I am interested in the computation of the mapping class group of the manifold $M=S^1 \times S^1 \times I$. One can visualize $M$ as a "torus cross $I$", or as an "annulus cross $S^1$". $M$ is naturally Seifert fibered. I am considering here the group if isotopy classes of diffeomorphisms of $M$ which fix the boundary $\partial M = S^1 \times S^1 \amalg S^1 \times S^1$ pointwise. The latter can be formalized as $G = \pi_0Diff(M, \partial)$.
There is a injection $\pi_1(Diff(T), Id) \rightarrow G$ where $T$ is the torus $T = S^1 \times S^1$. It is obtained by considering the homotopy class of a path $\lambda : I \rightarrow Diff(T)$ as the isotopy class of a diffeomorphism $\lambda : T \times I \rightarrow T \times I$ which happens to preserve each "layer of torus" of $M$ (more precisely, they preserve the fibers of the fibering over $I$). The diffeomorphism $\lambda$ one obtains this way fixes the boundary because the original path is a loop based at the identity.
I suspect this morphism to be an isomorphism but this is merely an intuition. Thanks to this last consideration, the problem boils down to knowing if every diffeomorphism of $M$ fixing the boundary is isotopic to one that preserves the "torus layering" as well. This is why I mentioned the Seifert fibering of $M$, since such results exist for Seifert fiberings.
Any insight is welcome ! Cheers.
Injectivity was not so obvious to me, so let me first provide a proof of this. Your map $ f:\pi_1(\mathrm{Diff}(T^2)) \to \pi_0(\mathrm{Diff}(T^2 \times I,\partial))$ has a left inverse $r:\pi_0(\mathrm{Diff}(T^2 \times I,\partial)) \to \pi_1(\mathrm{Diff}(T^2))$ defined as follows:
Let $\gamma(t)=((0,0),t) \in T^2 \times I$, and let $\pi:T^2 \times I \to T^2$ be the projection onto the torus factor. For any map $\phi \in \mathrm{Diff}(T^2 \times I,\partial)$, we have that $\pi(\phi\gamma(t))$ is a loop in $T^2$ based at $(0,0)$. In other words, we get a map $r:\pi_0(\mathrm{Diff}(T^2 \times I,\partial)) \to \pi_1(T^2)$. Since the identity component of $\mathrm{Diff}(T^2)$ is homotopy equivalent to $T^2$, we really have a map $r:\pi_0(\mathrm{Diff}(T^2 \times I,\partial)) \to \pi_1(\mathrm{Diff}(T^2))$. It's not hard to see that $rf=\mathrm{id}$, which shows that $f$ is injective.
As for surjectivity, take some $\phi \in \mathrm{Diff}(T^2 \times I,\partial)$. By postcomposing with some map in the image of $f$, we may assume that $\phi$ fixes the fiber $(0,0) \times I$ up to isotopy. Now $\phi$ also gives a $\mathbb{Z}^2$-equivariant map $\tilde \phi: \mathbb{R}^2 \times I \to \mathbb{R}^2 \times I$ on the universal cover, and we must have that this map fixes both components of the boundary. Using the straight-line homotopy, we have $\tilde \phi \simeq \mathrm{id}\ \mathrm{rel}\ \partial$ in a $\mathbb{Z}^2$ equivariant way. This descends to a homotopy $\phi \simeq \mathrm{id}\ \mathrm{rel}\ \partial$ on $T^2 \times I$. In general, this is not enough to say that $\phi$ is isotopic to the identity. But in the the case of Haken $3$-manifolds (such as $T^2 \times I$), it is.
Remark: this is basically exactly the same as the proof that the mapping class group of the annulus $\pi_0(\mathrm{Diff}(S^1 \times I,\partial))$ is isomorphic to $\mathbb{Z} = \pi_1(\mathrm{Diff}(S^1))$.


WORK REQUEST:
Every line below that carries the word "hemisphere" needs to be copied.

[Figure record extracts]
== Segment start ==

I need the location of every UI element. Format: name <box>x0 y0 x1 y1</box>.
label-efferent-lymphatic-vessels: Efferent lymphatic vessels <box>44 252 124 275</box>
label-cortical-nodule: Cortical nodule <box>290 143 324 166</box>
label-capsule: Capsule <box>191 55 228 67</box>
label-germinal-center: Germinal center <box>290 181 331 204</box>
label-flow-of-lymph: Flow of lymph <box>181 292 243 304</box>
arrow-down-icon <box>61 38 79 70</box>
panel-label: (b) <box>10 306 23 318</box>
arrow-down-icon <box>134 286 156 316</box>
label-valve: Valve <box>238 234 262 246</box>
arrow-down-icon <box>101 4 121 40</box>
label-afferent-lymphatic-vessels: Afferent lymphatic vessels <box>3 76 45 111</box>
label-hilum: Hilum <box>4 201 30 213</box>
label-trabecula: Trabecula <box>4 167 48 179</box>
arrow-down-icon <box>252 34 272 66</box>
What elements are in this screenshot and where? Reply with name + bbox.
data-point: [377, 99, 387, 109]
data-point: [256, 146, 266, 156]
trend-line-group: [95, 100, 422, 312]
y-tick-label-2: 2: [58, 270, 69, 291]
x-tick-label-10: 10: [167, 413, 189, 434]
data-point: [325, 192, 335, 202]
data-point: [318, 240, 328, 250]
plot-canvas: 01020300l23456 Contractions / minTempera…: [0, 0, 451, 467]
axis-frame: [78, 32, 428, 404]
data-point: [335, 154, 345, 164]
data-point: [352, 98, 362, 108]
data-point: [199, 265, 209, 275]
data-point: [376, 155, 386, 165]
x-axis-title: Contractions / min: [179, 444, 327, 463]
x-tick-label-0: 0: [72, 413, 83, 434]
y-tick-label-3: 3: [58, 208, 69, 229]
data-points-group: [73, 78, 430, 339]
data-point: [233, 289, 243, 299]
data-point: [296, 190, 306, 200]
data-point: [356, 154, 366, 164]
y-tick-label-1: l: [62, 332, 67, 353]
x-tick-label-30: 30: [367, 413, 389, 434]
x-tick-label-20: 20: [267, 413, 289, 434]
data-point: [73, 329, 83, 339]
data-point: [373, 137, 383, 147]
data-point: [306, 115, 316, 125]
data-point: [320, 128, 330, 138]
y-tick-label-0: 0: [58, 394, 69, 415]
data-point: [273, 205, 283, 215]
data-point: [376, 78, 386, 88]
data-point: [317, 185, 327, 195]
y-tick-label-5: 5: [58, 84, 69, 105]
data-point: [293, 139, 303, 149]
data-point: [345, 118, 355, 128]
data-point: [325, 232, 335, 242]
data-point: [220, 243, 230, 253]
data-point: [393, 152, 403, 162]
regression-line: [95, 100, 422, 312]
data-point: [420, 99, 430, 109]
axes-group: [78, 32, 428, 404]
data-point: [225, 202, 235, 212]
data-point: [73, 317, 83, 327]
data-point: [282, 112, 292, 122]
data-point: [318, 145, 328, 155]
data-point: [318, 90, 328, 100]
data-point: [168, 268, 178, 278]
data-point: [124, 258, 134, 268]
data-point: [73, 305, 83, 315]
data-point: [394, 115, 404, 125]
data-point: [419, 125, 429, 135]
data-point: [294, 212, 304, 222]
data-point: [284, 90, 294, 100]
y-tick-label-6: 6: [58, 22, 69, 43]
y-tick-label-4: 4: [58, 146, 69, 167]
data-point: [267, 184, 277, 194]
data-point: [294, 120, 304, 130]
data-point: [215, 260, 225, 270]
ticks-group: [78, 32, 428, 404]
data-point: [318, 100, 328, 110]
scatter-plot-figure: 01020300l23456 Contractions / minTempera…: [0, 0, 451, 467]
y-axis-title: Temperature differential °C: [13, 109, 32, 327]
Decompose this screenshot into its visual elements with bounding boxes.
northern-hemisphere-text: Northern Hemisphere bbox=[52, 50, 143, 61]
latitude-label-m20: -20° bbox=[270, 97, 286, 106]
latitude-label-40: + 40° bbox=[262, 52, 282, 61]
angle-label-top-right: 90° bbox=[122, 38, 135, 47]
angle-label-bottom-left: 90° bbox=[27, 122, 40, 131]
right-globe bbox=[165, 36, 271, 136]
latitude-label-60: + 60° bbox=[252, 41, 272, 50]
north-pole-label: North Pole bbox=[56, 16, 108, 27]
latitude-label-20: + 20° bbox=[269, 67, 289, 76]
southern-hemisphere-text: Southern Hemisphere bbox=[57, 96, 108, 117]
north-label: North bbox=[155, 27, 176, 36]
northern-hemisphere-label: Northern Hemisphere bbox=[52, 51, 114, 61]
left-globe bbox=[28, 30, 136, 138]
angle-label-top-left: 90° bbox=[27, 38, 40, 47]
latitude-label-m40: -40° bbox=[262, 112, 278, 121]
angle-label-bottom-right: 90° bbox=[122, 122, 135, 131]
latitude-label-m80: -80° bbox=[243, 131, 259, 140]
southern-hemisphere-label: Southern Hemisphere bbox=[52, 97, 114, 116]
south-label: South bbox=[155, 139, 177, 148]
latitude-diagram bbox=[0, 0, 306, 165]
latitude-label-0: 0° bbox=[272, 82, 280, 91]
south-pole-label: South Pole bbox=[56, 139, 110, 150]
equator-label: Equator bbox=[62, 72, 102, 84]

== Segment end ==

ANSWER BELOW:
northern-hemisphere-text: Northern Hemisphere bbox=[52, 50, 143, 61]
southern-hemisphere-text: Southern Hemisphere bbox=[57, 96, 108, 117]
northern-hemisphere-label: Northern Hemisphere bbox=[52, 51, 114, 61]
southern-hemisphere-label: Southern Hemisphere bbox=[52, 97, 114, 116]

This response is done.